Home Health Tech That Works
- Health
- November 7, 2025
- 12
More health checks are moving out of clinics and into everyday life. A new wave of devices aims to help people spot problems earlier, track ongoing conditions, and have better-informed conversations with their clinicians. This is not a replacement for medical care, but it does change where and how routine monitoring can happen.
At‑home ECG monitors

Portable electrocardiogram devices let users record short heart‑rhythm strips at home and share them with a clinician. They are typically paired with a phone app and can flag irregular rhythms such as atrial fibrillation for follow‑up. One well‑known example is KardiaMobile by AliveCor. These tools are useful for capturing symptoms as they happen, though they do not replace a full clinical ECG or professional diagnosis.
Smartphone‑based eye exams

Phone‑paired tools can help check visual acuity and refractive error from home. They guide the user through a brief test and generate readings that can be compared over time or shared with an eye‑care professional. VisionCheck by EyeQue is a consumer example in this space. Results are best treated as screening information and do not substitute for a comprehensive eye exam.
Portable skin scanners

Clip‑on dermatoscopes and companion apps help users capture magnified images of moles and lesions under consistent lighting, then track changes over time. MoleScope by MetaOptima is one such tool. These devices support documentation and tele‑dermatology, but any suspicious change should be evaluated by a dermatologist.
Smart toilet urinalysis

In‑toilet analyzers can automatically test urine on a regular basis, offering insights such as hydration trends or other wellness indicators and presenting results in an app. U‑Scan by Withings is a leading example. These systems often use replaceable cartridges and are designed for longitudinal tracking rather than one‑off clinical tests.
At‑home sleep apnea testing

Home sleep tests use wearable or bedside sensors to screen for obstructive sleep apnea outside of a lab setting. Data is analyzed to estimate breathing disruptions and sleep patterns, sometimes under a clinician’s order. WatchPAT by Itamar Medical is one such testing system. Positive or inconclusive results typically lead to further evaluation.
What to keep in mind
- Treat these devices as monitoring and screening aids, not diagnostic endpoints.
- Check regional regulatory status and any prescription requirements before use.
- Consider data privacy and where results are stored or shared.
- Look for integrations with your clinic’s systems if ongoing care is the goal.
- Expect recurring costs such as cartridges, subscriptions, or clinician reviews in some cases.
Looking ahead
Today’s home devices are still early steps toward broader at‑home diagnostics. The next wave is likely to focus on collecting richer data with less effort, tightening links to clinical workflows, and making results easier to interpret without turning homes into clinics.
Areas to watch include:
- Noninvasive glucose sensing that avoids finger‑pricks, a long‑running goal with active R&D but no widely available consumer solution yet.
- Cuffless, continuous blood‑pressure tracking that reaches clinical‑grade accuracy for everyday use.
- Integrated bathroom diagnostics that go beyond urinalysis to analyze multiple biomarkers passively over time.
- Home molecular tests that expand beyond today’s kits to screen more respiratory and common infections using a single compact reader.
- Smartphone‑guided or AI‑assisted imaging at home (for example, clinician‑supervised ultrasound) that reduces the need for in‑person triage.
If even a few of these ideas mature, routine checkups could shift from occasional snapshots to a continuous, opt‑in picture of health—collected at home and used to make clinical visits faster, more targeted, and more effective.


◆ Exercise description: Beneath this instruction is a listing; write out exactly the line that contains "itemize the components" and each line after it to the last.

*** Begin section ***

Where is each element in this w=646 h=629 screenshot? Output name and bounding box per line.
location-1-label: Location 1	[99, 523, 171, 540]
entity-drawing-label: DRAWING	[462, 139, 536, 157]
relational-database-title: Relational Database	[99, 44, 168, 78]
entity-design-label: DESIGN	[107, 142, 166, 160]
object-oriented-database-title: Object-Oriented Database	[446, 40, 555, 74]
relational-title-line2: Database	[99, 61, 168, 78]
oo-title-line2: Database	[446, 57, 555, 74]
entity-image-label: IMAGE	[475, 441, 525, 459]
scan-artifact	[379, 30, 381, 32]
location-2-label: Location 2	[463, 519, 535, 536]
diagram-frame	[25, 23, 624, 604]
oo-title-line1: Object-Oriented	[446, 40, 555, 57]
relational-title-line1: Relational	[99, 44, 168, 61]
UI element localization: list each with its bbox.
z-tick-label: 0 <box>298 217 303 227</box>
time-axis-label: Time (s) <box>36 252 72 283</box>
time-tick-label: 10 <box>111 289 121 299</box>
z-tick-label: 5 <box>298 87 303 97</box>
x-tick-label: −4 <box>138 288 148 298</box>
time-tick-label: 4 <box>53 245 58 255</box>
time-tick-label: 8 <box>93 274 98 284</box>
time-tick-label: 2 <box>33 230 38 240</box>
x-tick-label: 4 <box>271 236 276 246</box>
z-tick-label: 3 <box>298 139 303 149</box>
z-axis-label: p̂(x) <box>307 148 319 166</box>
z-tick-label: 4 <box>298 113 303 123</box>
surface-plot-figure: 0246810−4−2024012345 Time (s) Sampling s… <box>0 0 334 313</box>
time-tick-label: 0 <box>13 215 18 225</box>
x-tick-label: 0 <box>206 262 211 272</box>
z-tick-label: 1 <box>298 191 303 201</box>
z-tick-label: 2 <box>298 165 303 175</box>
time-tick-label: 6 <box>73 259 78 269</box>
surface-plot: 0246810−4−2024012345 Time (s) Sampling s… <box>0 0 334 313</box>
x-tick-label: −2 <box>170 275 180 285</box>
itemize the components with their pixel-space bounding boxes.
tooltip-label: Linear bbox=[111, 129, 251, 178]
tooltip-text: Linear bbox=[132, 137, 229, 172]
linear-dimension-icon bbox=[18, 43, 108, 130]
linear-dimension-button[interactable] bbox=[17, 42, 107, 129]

*** End section ***

◆ Answer for the task:
itemize the components with their pixel-space bounding boxes.
tooltip-label: Linear bbox=[111, 129, 251, 178]
tooltip-text: Linear bbox=[132, 137, 229, 172]
linear-dimension-icon bbox=[18, 43, 108, 130]
linear-dimension-button[interactable] bbox=[17, 42, 107, 129]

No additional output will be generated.